Dr. Pretlow’s invited presentation at the American Society of Animal Science 2020 Conference
What’s Causing Obesity in Companion Animals and What Can We Do About It

Dr. Pretlow’s invited presentation at the World Obesity Federation 2019 Conference:
Food/Eating Addiction and the Displacement Mechanism

Dr. Pretlow’s Multi-Center Clinical Trial Kick-off Speech 2018:
Obesity: Tackling the Root Cause

Dr. Pretlow’s 2017 Workshop on
Treatment of Obesity Using the Addiction Model

Dr. Pretlow’s invited presentation for
TEC and UNC 2016

Dr. Pretlow’s invited presentation at the 2015 Obesity Summit in London, UK.
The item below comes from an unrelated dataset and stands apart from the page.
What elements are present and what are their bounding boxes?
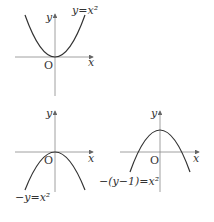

Dr. Pretlow’s invited keynote at the 2014 European Childhood Obesity Group Congress in Salzburg, Austria.

Dr. Pretlow’s presentation at the 2013 European Congress on Obesity in Liverpool, UK.

Dr. Pretlow’s presentation at the 2011 International Conference on Childhood Obesity in Lisbon, Portugal.

Dr. Pretlow’s presentation at the 2010 Uniting Against Childhood Obesity Conference in Houston, TX.